How does a bass line create harmony?
When you hold a set of upper notes and change only the bass beneath them, each new bass note re-frames the same notes as a different chord. C–E–G over C is C major; over A it becomes A minor 7th; over F it becomes Fmaj7. The moving bass note generates a new harmony on every step without you re-fingering the chord on top.
What is the difference between a walking bass and a line cliché?

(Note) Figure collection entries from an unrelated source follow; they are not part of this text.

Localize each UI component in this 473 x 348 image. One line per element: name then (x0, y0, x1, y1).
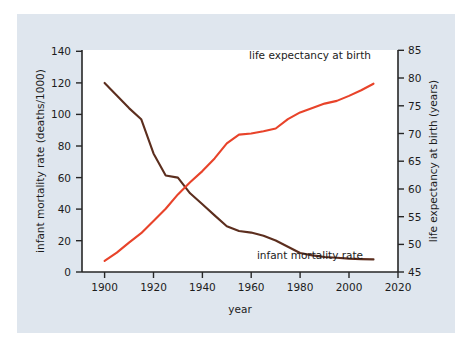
y-left-tick-0: 0 (64, 266, 71, 278)
x-tick-1960: 1960 (238, 281, 265, 293)
x-tick-1940: 1940 (189, 281, 216, 293)
y-right-tick-85: 85 (408, 44, 421, 56)
x-axis-ticks (105, 272, 398, 278)
y-left-tick-120: 120 (51, 77, 71, 89)
x-axis-tick-labels: 1900 1920 1940 1960 1980 2000 2020 (91, 281, 411, 293)
y-axis-right-tick-labels: 85 80 75 70 65 60 55 50 45 (408, 44, 421, 278)
y-left-tick-40: 40 (58, 203, 71, 215)
y-right-tick-55: 55 (408, 211, 421, 223)
y-right-tick-70: 70 (408, 128, 421, 140)
figure-canvas: 140 120 100 80 60 40 20 0 85 80 75 70 6 (0, 0, 473, 348)
y-left-tick-80: 80 (58, 140, 71, 152)
chart-plot: 140 120 100 80 60 40 20 0 85 80 75 70 6 (0, 0, 473, 348)
y-left-tick-140: 140 (51, 45, 71, 57)
y-right-tick-60: 60 (408, 183, 421, 195)
y-axis-left-tick-labels: 140 120 100 80 60 40 20 0 (51, 45, 71, 278)
y-right-tick-50: 50 (408, 238, 421, 250)
y-right-tick-45: 45 (408, 266, 421, 278)
y-left-tick-20: 20 (58, 235, 71, 247)
annotation-life-expectancy: life expectancy at birth (249, 49, 371, 61)
y-axis-right-title: life expectancy at birth (years) (427, 80, 439, 242)
x-tick-2020: 2020 (385, 281, 412, 293)
annotation-infant-mortality: infant mortality rate (257, 249, 363, 261)
y-left-tick-100: 100 (51, 108, 71, 120)
x-tick-1980: 1980 (287, 281, 314, 293)
y-left-tick-60: 60 (58, 172, 71, 184)
y-axis-left-title: infant mortality rate (deaths/1000) (34, 69, 46, 253)
x-tick-1900: 1900 (91, 281, 118, 293)
y-axis-left-ticks (76, 51, 82, 272)
x-tick-2000: 2000 (336, 281, 363, 293)
x-axis-title: year (228, 303, 252, 315)
plot-interior (82, 50, 398, 272)
y-right-tick-65: 65 (408, 155, 421, 167)
y-right-tick-75: 75 (408, 100, 421, 112)
x-tick-1920: 1920 (140, 281, 167, 293)
y-right-tick-80: 80 (408, 72, 421, 84)
y-axis-right-ticks (398, 50, 404, 272)
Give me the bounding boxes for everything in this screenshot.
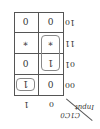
- cell-00-0: 0: [38, 74, 63, 95]
- group-loop-2: [41, 35, 60, 71]
- col-header-1: 1: [14, 100, 39, 109]
- row-variable-label: C1C0: [60, 111, 80, 119]
- row-header-01: 01: [64, 60, 76, 69]
- karnaugh-map: C1C0 Input 0 1 00 01 11 10 0 1 1 0 * * 0…: [0, 0, 100, 129]
- cell-11-1: *: [13, 32, 38, 53]
- kmap-grid: 0 1 1 0 * * 0 0: [14, 12, 64, 96]
- cell-10-1: 0: [13, 11, 38, 32]
- col-header-0: 0: [39, 100, 64, 109]
- group-loop-1: [16, 78, 35, 91]
- row-header-11: 11: [64, 39, 76, 48]
- row-header-10: 10: [64, 18, 76, 27]
- column-variable-label: Input: [75, 103, 94, 111]
- row-header-00: 00: [64, 81, 76, 90]
- cell-10-0: 0: [38, 11, 63, 32]
- cell-01-1: 0: [13, 53, 38, 74]
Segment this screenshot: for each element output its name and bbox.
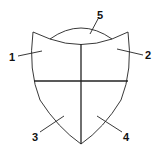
- shield-diagram: 1 2 3 4 5: [0, 0, 160, 149]
- label-3: 3: [32, 131, 38, 143]
- shield-top-edge: [33, 32, 128, 45]
- shield-right-edge: [81, 32, 129, 144]
- leader-line-3: [40, 116, 64, 132]
- label-5: 5: [97, 9, 103, 21]
- top-lens-arc: [50, 28, 112, 39]
- leader-line-2: [117, 49, 143, 55]
- label-2: 2: [145, 49, 151, 61]
- leader-line-1: [18, 51, 42, 56]
- label-1: 1: [9, 51, 15, 63]
- leader-line-4: [97, 116, 122, 132]
- shield-left-edge: [32, 32, 81, 144]
- label-4: 4: [123, 131, 130, 143]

A walking bass is a steady, mostly stepwise bass line (common in jazz and blues) that outlines the chords beat by beat, usually moving in quarter notes. A line cliché is a specific, slower-moving figure where the bass (or an inner voice) descends or ascends by half steps to generate a recognizable chord chain. A walking bass improvises motion through given chords; a line cliché defines the chords itself.
What is a passing diminished chord?
A passing diminished chord is a diminished 7th inserted between two diatonic chords to connect their roots by step in the bass. Between I and ii in C — C and Dm — a ♯I° (C♯ diminished) lets the bass walk C → C♯ → D smoothly. The diminished chord has no function of its own here; it exists to fill the gap and keep the bass moving by half step.
Why do so many songs use a descending bass line?
A bass that steps downward creates a feeling of inevitability and gentle gravity — each note pulls toward the next. Because every step can be harmonized several ways, a single descending bass shape can carry very different progressions, which is why it underpins everything from baroque laments to pop ballads and the classic "Stairway"-style intro.
Do I read a bass line from the chord symbols or write it first?
Both directions work. Often the chords come first and you choose a bass note for each (frequently the root, sometimes an inversion for smoother motion). But composing the bass line first — deciding it will descend by step from the tonic — and then harmonizing each note is exactly how line clichés are built. Thinking bass-first is a powerful way to generate fresh progressions.